After the presentations, Matter Managing Partner Ford took the stage and told the audience, “Take the time to really get to know these individuals.” A flurry of networking followed; a second Matter Three event will take place in New York on Sept. 16.

The accelerator is now accepting applications for Matter Four. “The first three classes were a prototype,” Ford says. “Now, we’re ready to take it to a whole new level.”
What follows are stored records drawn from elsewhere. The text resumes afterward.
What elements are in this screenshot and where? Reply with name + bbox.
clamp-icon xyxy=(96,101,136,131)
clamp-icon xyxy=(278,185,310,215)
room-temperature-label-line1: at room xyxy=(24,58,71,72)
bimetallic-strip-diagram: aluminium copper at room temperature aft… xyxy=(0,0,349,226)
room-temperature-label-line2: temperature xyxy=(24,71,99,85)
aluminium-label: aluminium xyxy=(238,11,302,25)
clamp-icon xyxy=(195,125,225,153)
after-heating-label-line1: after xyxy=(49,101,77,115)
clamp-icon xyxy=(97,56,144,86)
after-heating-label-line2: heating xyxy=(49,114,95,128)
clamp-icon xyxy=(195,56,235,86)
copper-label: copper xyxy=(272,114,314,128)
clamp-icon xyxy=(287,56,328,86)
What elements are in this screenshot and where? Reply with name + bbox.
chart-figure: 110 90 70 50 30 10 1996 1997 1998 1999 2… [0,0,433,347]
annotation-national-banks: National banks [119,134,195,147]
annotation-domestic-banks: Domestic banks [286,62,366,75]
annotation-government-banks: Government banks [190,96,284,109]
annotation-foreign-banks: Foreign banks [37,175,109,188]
Aaron Mendelson is a journalist based in Oakland, CA. He has reported for local and national outlets on a wide array of stories, and specializes in audio storytelling and data journalism. Aaron graduated from the UC Berkeley Graduate School of Journalism in May 2014. He is the author of the 2012 book American R&B: Gospel Grooves, Funky Drummers & Soul Power. Some of Aaron’s recent work is collected at this link; his audio stories are available on SoundCloud.